To be fair, the Pinephone store very clearly states that this is a beta device intended for experience linux developers/early adopters only. It’s not meant to be a daily driver yet.
It's not Beta. At the time I purchased it, it wasn't even Alpha. Beta, as a game developer, implies to me that there's a few outstanding show-stoppers but on the whole the product is safe to show to eager end-consumers who are willing to tolerate some rough edges. The PinePhone isn't even that, yet; I couldn't conscientiously hand it to a non-techy and ask them for feedback because I'm not even sure it would reliably respond to their touch input, let alone do anything else.
Well, I don't disagree with that, my point was just that you're arguing semantics regarding the word beta, because their marketing is very clear about what it is (and I'd also argue that beta for hardware is a different standard than for games, but I guess now I'm arguing semantics)
Do you think even a developer will want to use something that falls apart in their hands like wet sawdust as a daily driver? As a developer, hell no. I'll give Linux phones a couple more years before I try that.
Yes, but if it's to address the needs of a real user and not a spherical user in a vacuum, the phone has to be able to handle some rudimentary functionality in the meantime so developers can dogfood what they made. Few developers will carry two phones all the time.
> Beta, as a game developer, implies to me that there's a few outstanding show-stoppers but on the whole the product is safe to show to eager end-consumers who are willing to tolerate some rough edges.
I don't know what games you have worked on but as a user that description seems to match what is called "final patch" by the games industry.
Considering that video games are usually released unfinished; if you're saying it doesn't even meet the dismal quality standards of video game development, wrt Beta quality, then I agree with you.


▸ Task requirements: Which lines of the data contain the string "name"? Show each of them.

________

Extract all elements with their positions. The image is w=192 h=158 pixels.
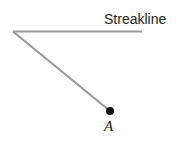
- point-a-marker: [106, 107, 114, 115]
- streakline-label: Streakline: [104, 11, 166, 27]
- point-a-label: A: [103, 118, 114, 134]
- streakline-diagram: Streakline A: [0, 0, 192, 158]
- streakline-diagonal-segment: [13, 32, 110, 112]
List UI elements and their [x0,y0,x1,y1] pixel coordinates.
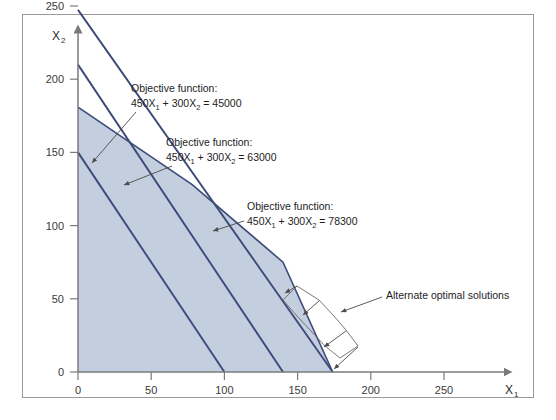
obj63000-c: = 63000 [235,151,276,163]
y-tick-label-250: 250 [46,0,64,12]
obj63000-line1: Objective function: [166,136,252,148]
x-axis-title-main: X [505,383,513,397]
figure-container: 0 50 100 150 200 250 0 50 100 150 200 25… [0,0,556,420]
obj45000-c: = 45000 [200,97,241,109]
obj78300-c: = 78300 [316,215,357,227]
y-axis-title-main: X [52,29,60,43]
y-tick-label-0: 0 [58,366,64,378]
x-tick-label-200: 200 [362,384,380,396]
obj78300-line1: Objective function: [247,200,333,212]
alternate-arrow-2 [303,301,319,315]
linear-programming-chart: 0 50 100 150 200 250 0 50 100 150 200 25… [0,0,556,420]
alternate-arrow-3 [324,331,346,347]
x-axis-title-sub: 1 [514,390,519,399]
y-tick-label-50: 50 [52,293,64,305]
y-tick-label-200: 200 [46,73,64,85]
obj78300-a: 450X [247,215,272,227]
x-tick-label-150: 150 [288,384,306,396]
obj45000-line1: Objective function: [131,82,217,94]
y-axis-title: X 2 [52,29,66,45]
y-tick-label-150: 150 [46,146,64,158]
alternate-optimal-label: Alternate optimal solutions [386,289,509,301]
x-tick-label-50: 50 [145,384,157,396]
obj63000-b: + 300X [195,151,232,163]
x-tick-label-250: 250 [435,384,453,396]
x-tick-label-100: 100 [215,384,233,396]
y-tick-label-100: 100 [46,220,64,232]
obj78300-line2: 450X1 + 300X2 = 78300 [247,215,358,230]
obj45000-b: + 300X [160,97,197,109]
obj45000-a: 450X [131,97,156,109]
obj78300-b: + 300X [276,215,313,227]
x-axis-title: X 1 [505,383,519,399]
obj63000-a: 450X [166,151,191,163]
obj63000-line2: 450X1 + 300X2 = 63000 [166,151,277,166]
alternate-label-leader [341,297,382,312]
y-axis-title-sub: 2 [61,36,66,45]
x-tick-label-0: 0 [75,384,81,396]
alternate-arrow-4 [334,347,358,369]
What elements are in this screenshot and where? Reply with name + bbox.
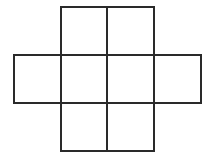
grid-cell-middle-1: [13, 54, 62, 104]
grid-cell-middle-2: [60, 54, 108, 104]
grid-cell-middle-4: [153, 54, 202, 104]
grid-cell-bottom-left: [60, 102, 108, 152]
grid-cell-middle-3: [106, 54, 155, 104]
grid-cell-bottom-right: [106, 102, 155, 152]
grid-cell-top-left: [60, 6, 108, 56]
grid-cell-top-right: [106, 6, 155, 56]
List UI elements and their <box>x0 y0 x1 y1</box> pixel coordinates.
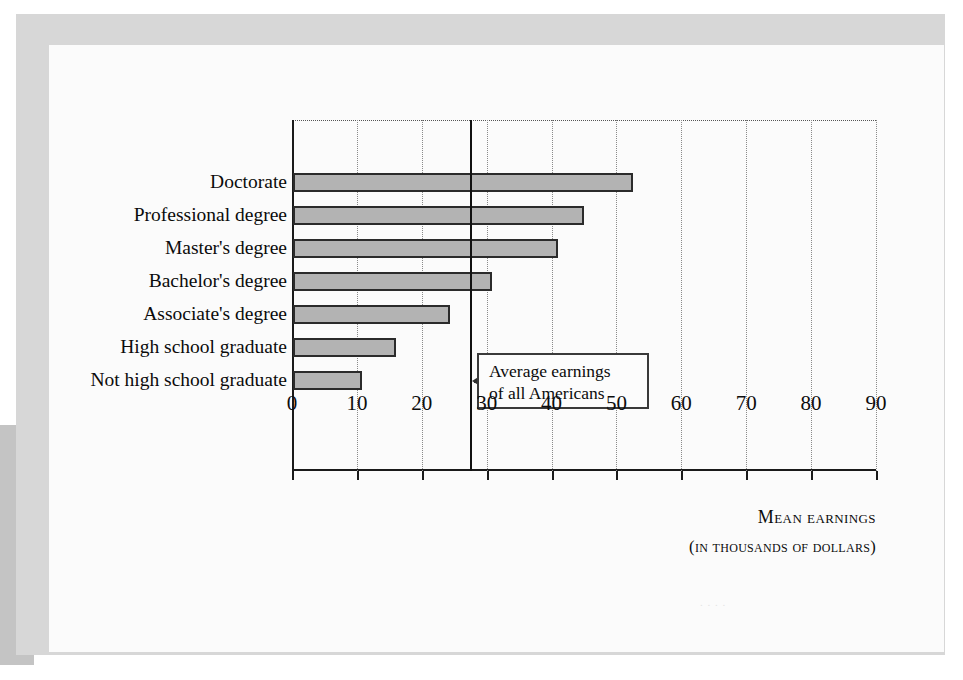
scanned-page: . . . . DoctorateProfessional degreeMast… <box>0 0 963 680</box>
category-label: High school graduate <box>120 336 287 358</box>
bar <box>293 272 492 291</box>
callout-line-1: Average earnings <box>489 360 639 382</box>
x-axis-subtitle: (in thousands of dollars) <box>689 537 876 557</box>
gridline-80 <box>811 120 812 471</box>
x-tick-label-80: 80 <box>801 391 822 416</box>
plot-area <box>292 120 876 471</box>
x-tick-label-30: 30 <box>476 391 497 416</box>
x-tick-30 <box>487 471 489 480</box>
x-tick-50 <box>616 471 618 480</box>
x-tick-label-20: 20 <box>411 391 432 416</box>
bar <box>293 305 450 324</box>
bar <box>293 371 362 390</box>
gridline-60 <box>681 120 682 471</box>
x-axis-line <box>292 469 876 471</box>
bar-chart: DoctorateProfessional degreeMaster's deg… <box>33 31 928 638</box>
bar <box>293 338 396 357</box>
x-tick-label-90: 90 <box>866 391 887 416</box>
x-tick-label-0: 0 <box>287 391 298 416</box>
category-label: Master's degree <box>165 237 287 259</box>
x-tick-40 <box>552 471 554 480</box>
x-tick-label-50: 50 <box>606 391 627 416</box>
plot-top-border <box>292 120 876 121</box>
gridline-70 <box>746 120 747 471</box>
x-tick-20 <box>422 471 424 480</box>
x-tick-0 <box>292 471 294 480</box>
x-tick-90 <box>876 471 878 480</box>
category-label: Not high school graduate <box>90 369 287 391</box>
x-tick-label-40: 40 <box>541 391 562 416</box>
x-tick-10 <box>357 471 359 480</box>
x-tick-70 <box>746 471 748 480</box>
x-axis-title: Mean earnings <box>758 507 876 528</box>
category-axis-labels: DoctorateProfessional degreeMaster's deg… <box>33 120 287 471</box>
gridline-90 <box>876 120 877 471</box>
category-label: Bachelor's degree <box>149 270 287 292</box>
bar <box>293 239 558 258</box>
average-earnings-reference-line <box>470 120 472 471</box>
x-tick-label-60: 60 <box>671 391 692 416</box>
category-label: Professional degree <box>134 204 287 226</box>
bar <box>293 206 584 225</box>
x-tick-80 <box>811 471 813 480</box>
x-tick-label-70: 70 <box>736 391 757 416</box>
x-tick-60 <box>681 471 683 480</box>
category-label: Doctorate <box>210 171 287 193</box>
category-label: Associate's degree <box>143 303 287 325</box>
x-tick-label-10: 10 <box>346 391 367 416</box>
bar <box>293 173 633 192</box>
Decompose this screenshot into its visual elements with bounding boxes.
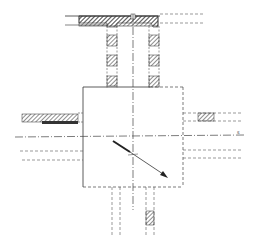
bottom-member <box>112 187 154 235</box>
axis-end-label: s <box>237 129 240 135</box>
right-column <box>149 26 159 88</box>
horizontal-centerline <box>15 135 245 137</box>
top-beam <box>65 14 205 27</box>
diagonal-arrow <box>113 141 168 178</box>
left-column <box>107 26 117 88</box>
technical-drawing: s <box>0 0 256 245</box>
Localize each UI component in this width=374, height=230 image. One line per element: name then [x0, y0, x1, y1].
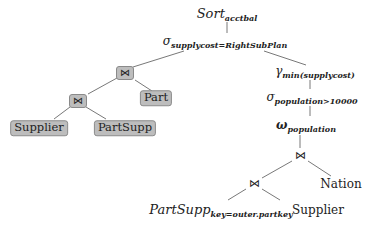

________

▸ Finished task:
What elements are in this screenshot and where? Reply with name + bbox.
Localize each UI component in this width=374, height=230 image. One line per element: name then [x0, y0, x1, y1].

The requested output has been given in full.